The nominative of the word for “breast” was, apparently, brusts in Gothic. This noun occurred only once in the feminine plural, but the ending shows that it belonged to the same consonantal declension as, for example, baurgs “town,” whose forms have been attested very well (in the singular (nominative, genitive, dative, accusative): baurgs, baurgs, baurg, baurg; in the plural: baurgs, baurge, baurgim, baurgs; naturally, the vocative “o town!” did not turn up, because no one apostrophized any town in the New Testament). No doubt, the reconstructed forms given on the Internet and cited by our correspondent were inspired by the Gothic paradigm.
The reconstructed type of the Germanic declension and my statement that Old Engl. brēost and Gothic-German brust(s) have the vowel on different grades of ablaut are fully compatible, that is, they neither contradict nor depend on each other. Ablaut refers to the regular alternation of vowels, as in Engl. bind—bound, take—took, or choose—chose. Those alternations resembled railway tracks: in most cases, vowels were allowed to move only along such prescribed tracks (exceptions seem to exist and are always hard to account for). One such route, to cite Old English, was ēo—ēa—u—o (typically represented by verbs like choose, from cēosan). One can see that ēo and u belonged together. Consequently, the coexistence of brēost in one language and brust in another, being reflexes of the same root, need not cause surprise.

More than ten years ago, the first editor of this blog told me that I did not have to be ruthlessly “popular” and could, if necessary, wade through the more intricate aspects of etymology. However, I try to avoid even such mild asides as would bore most of our readers to death. By way of excuse, I may say that the speakers of Old Germanic (at least of Old Norse) considered the breast the abode of the mind, so that I hope I’ll be forgiven for this rare digression. Besides, my comment was inspired by a question, and questions exist to be answered.
Blunt “money”
The question, in connection with my old post on blunt, was whether I know the obsolete slang word blunt “money” and, if I do, what is its origin? Yes I know the word and am aware of three suggestions about its etymology, those mentioned in Farmer and Henley’s Slang and its Analogues.
From blond “sandy or golden color”;
in allusion to the blunt rim of coins; and
from Mr. John Blunt, Chairman of the South Sea Company.
The Internet gives enough information about the South Sea Bubble, which spares me the necessity of going into detail. Quite possibly, all three etymologies are wrong, but, if one has to choose among them, the third looks more realistic. In my database, there is nothing on this word.

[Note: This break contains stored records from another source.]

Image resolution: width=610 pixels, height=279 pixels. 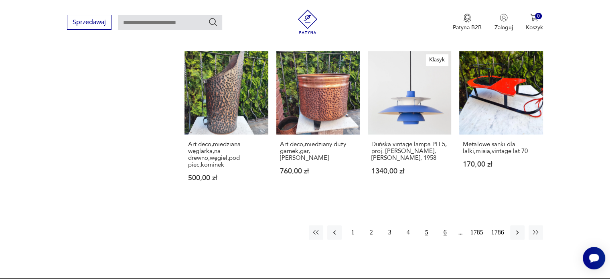 I want to click on p: Zaloguj, so click(x=504, y=27).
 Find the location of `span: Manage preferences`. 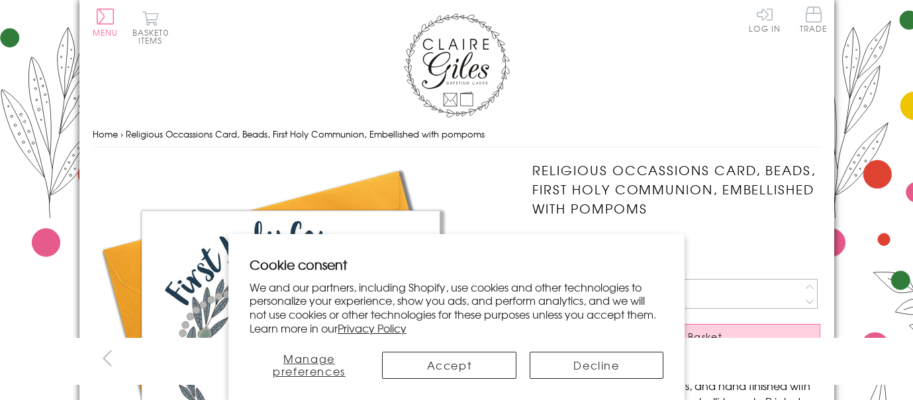

span: Manage preferences is located at coordinates (309, 365).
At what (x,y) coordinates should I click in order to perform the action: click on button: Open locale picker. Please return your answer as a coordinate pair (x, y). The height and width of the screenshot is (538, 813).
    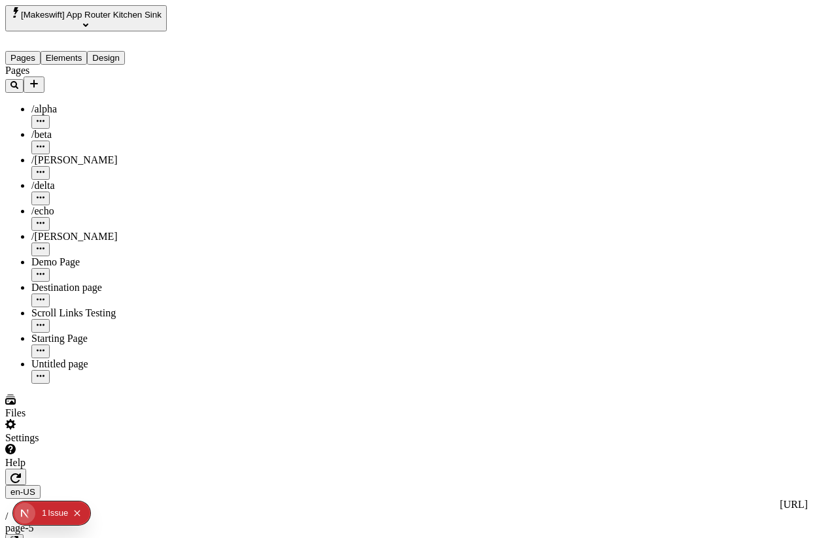
    Looking at the image, I should click on (23, 492).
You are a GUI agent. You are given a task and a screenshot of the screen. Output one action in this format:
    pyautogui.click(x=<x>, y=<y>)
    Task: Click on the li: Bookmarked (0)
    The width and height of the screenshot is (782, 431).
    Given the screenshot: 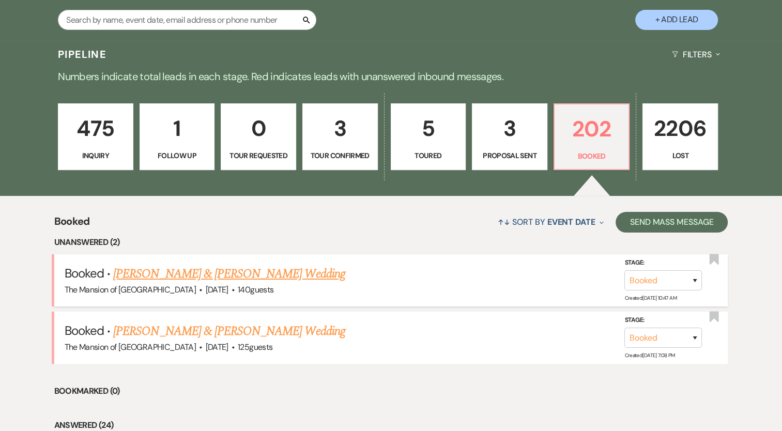 What is the action you would take?
    pyautogui.click(x=392, y=392)
    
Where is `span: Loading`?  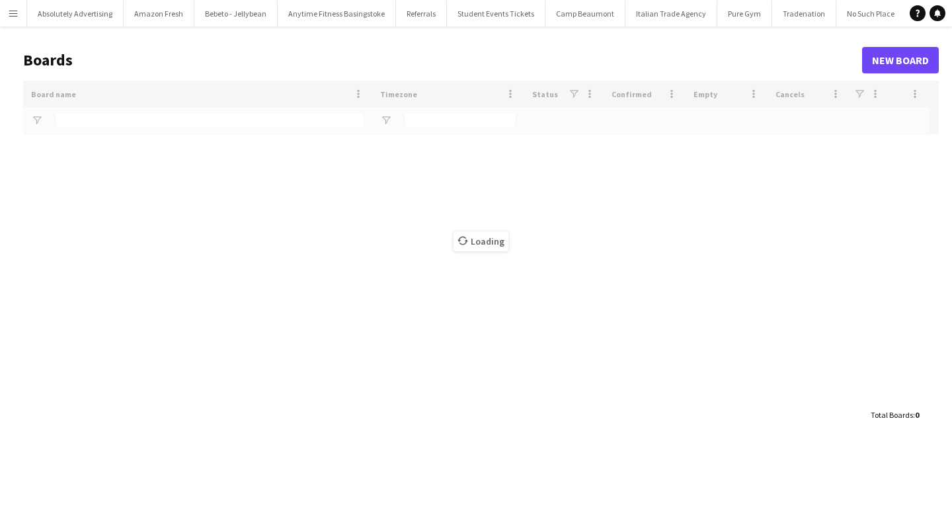
span: Loading is located at coordinates (481, 241).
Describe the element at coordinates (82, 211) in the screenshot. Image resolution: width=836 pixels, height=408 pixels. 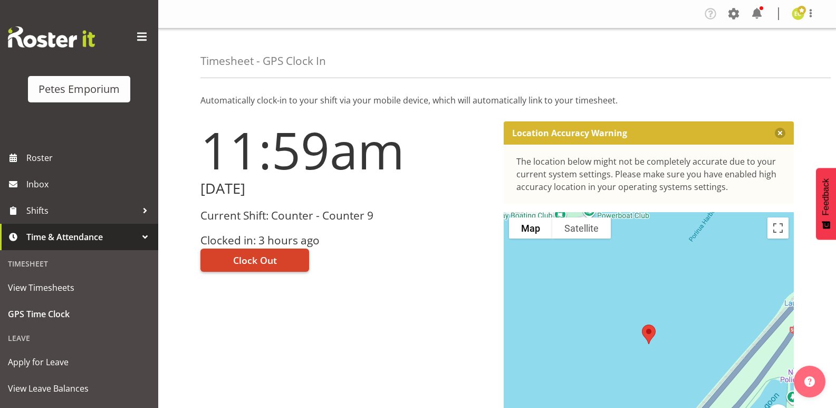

In praise of antedating: slowcoaches and their passengers
In 1890, while working on the letter C, James A. H. Murray sent out one of his letters asking for earlier and later examples of very many words. It is instructive to compare some of the dates he had with those now available. This comparison tells us how slow the progress in the game of antedating sometimes is. For instance, coach “carriage” moved from 1561 only to 1556 and coach “tutor” from 1854 to 1849 or rather 1850. Coarse (said about language), coastguard, and coax remained frozen at 1633, 1833, and 1589 respectively. By contrast, (carry, send) coals to Newcastle is now dated to 1614, while Murray had 1813. Murray’s earliest citation for coat of arms had the date 1601. Now we know that Caxton used this phrase in 1490, but (amazingly!) there is not a single occurrence of it between 1490 and 1601. Sometimes an earlier date allows us to modify the old views on the word’s origin (Murray succeeded in rejecting numerous conjectures that were, to use his phrase, at odds with chronology). Quite as often antedating gives the researcher an insight into the history of a cultural phenomenon (for instance, coalition as a political term surfaced not in 1642 but already in 16O5), and occasionally all we obtain is a fact of minor importance (take coach: whether it made its way into print in 1556 or 1561 is almost irrelevant). But one cannot expect a revolution at every step. The game is worth more than a candle.

Image credits: (1) Railway tracks. CC0 via Pixabay. (2) Tree caricature from South Sea Bubble cards, 1720. Public domain via Wikimedia Commons. (3) Carriage Drawn by a Horse by Vincent Van Gogh. Public domain via Wikimedia Commons.